Permitting solar in Celebration
Solar permits in Celebration are issued by the Osceola County Building Office — the Authority Having Jurisdiction (AHJ). The AHJ reviews engineering drawings, equipment specifications, and the installer's structural attestation as part of the permit package.
A residential solar installation in Florida typically requires both a building permit (for structural attachment of the racking system) and an electrical permit (for the inverter and interconnection wiring). The two are often submitted together as a combined solar permit package.
Code references:
- Florida Building Code — structural requirements for roof attachment of the racking system.

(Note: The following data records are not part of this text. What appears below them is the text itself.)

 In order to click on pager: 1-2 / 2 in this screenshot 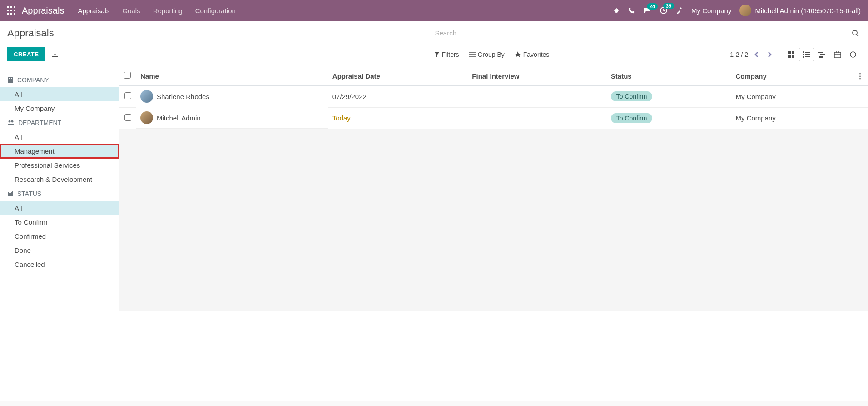, I will do `click(752, 55)`.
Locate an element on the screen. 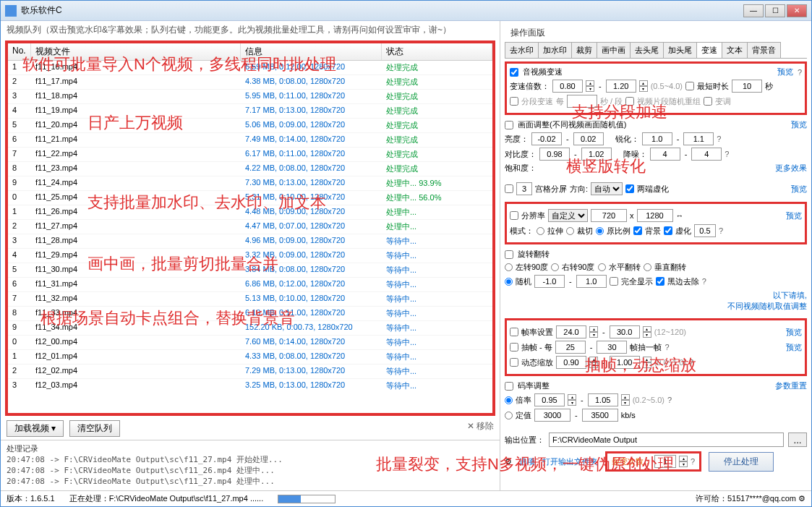 The height and width of the screenshot is (507, 812). res-preview-link: 预览 is located at coordinates (794, 216).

The installer's signed-and-sealed structural attestation in the permit package addresses these requirements.
- National Electrical Code (NEC) Article 690 — PV system conductor sizing, overcurrent protection, grounding, and rapid shutdown requirements. Florida adopts the NEC by reference; the current edition in effect at permit submission applies.
Permit turnaround varies meaningfully across jurisdictions and seasons; smaller AHJs may review in under a week, while larger municipalities can take 4–8 weeks during peak season. Most installers begin permit preparation immediately after contract signing so the package is ready when interconnection slots open with the utility.

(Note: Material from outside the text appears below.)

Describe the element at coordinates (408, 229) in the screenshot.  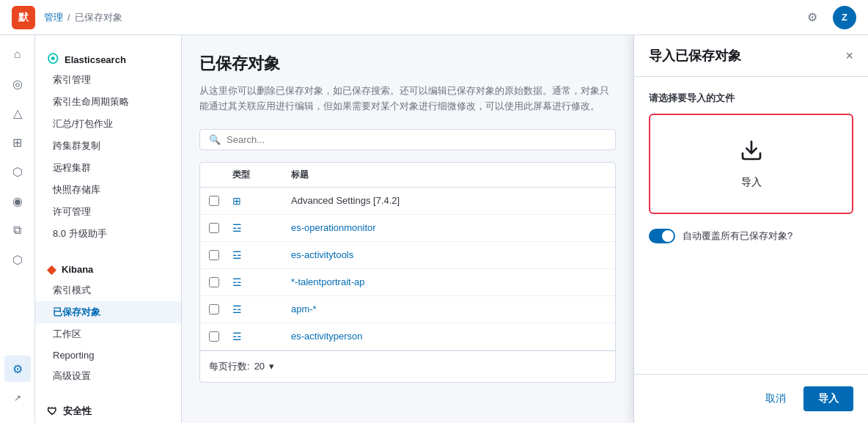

Verify current submittal requirements, fees, and inspection scheduling directly with the Osceola County Building Office before contracting. Requirements change; this page is not a substitute for current AHJ guidance.
Solar rights and permitting in Celebration
Residential rooftop solar in Celebration is permitted through the Osceola County Building Office. A licensed installer in our network prepares and submits the permit package.
Celebration is unincorporated, so rooftop solar is permitted through the Osceola County Building Office, not a city department. Beyond the permit, the Celebration Residential Owners Association (CROA) Architectural Review Committee enforces strict aesthetic guidelines that typically call for low-profile, flush-mounted all-black monocrystalline modules to match the community's neotraditional look — an aesthetic placement constraint, not a prohibition, consistent with Fla. Stat. §163.04, which bars an HOA from denying solar and allows only placement limits that do not reduce output. The serving utility is Duke Energy Florida; Celebration is inland, so salt-air corrosion is not a factor.
For county-level permitting authorities, utility territory, and solar-rights context, see our Osceola County hub.
Your utility bill in Celebration: Duke Energy Florida
Headline rate (all-in): {{DUKE_ENERGY_FLORIDA_RATE_RANGE_2026}}
How the bill is structured: Bill includes generation, delivery, and fixed monthly charges. Effective solar offset rate is less than headline all-in rate due to fixed monthly components that solar does not eliminate.
In plain terms: solar production directly offsets generation charges (the kWh-priced portion of the bill). Delivery charges and fixed monthly customer charges remain regardless of how much solar your system produces. The effective offset rate — what solar production is actually worth against your bill — is the generation-only portion, not the headline all-in rate. Honest household savings math uses the effective offset rate, not the headline number.
Net metering: Net metering program available; rates and rules vary and may change. Verify current policy with utility before solar installation.
Verify current rates at Duke Energy Florida website. Last verified: {{DUKE_ENERGY_FLORIDA_LAST_VERIFIED}}.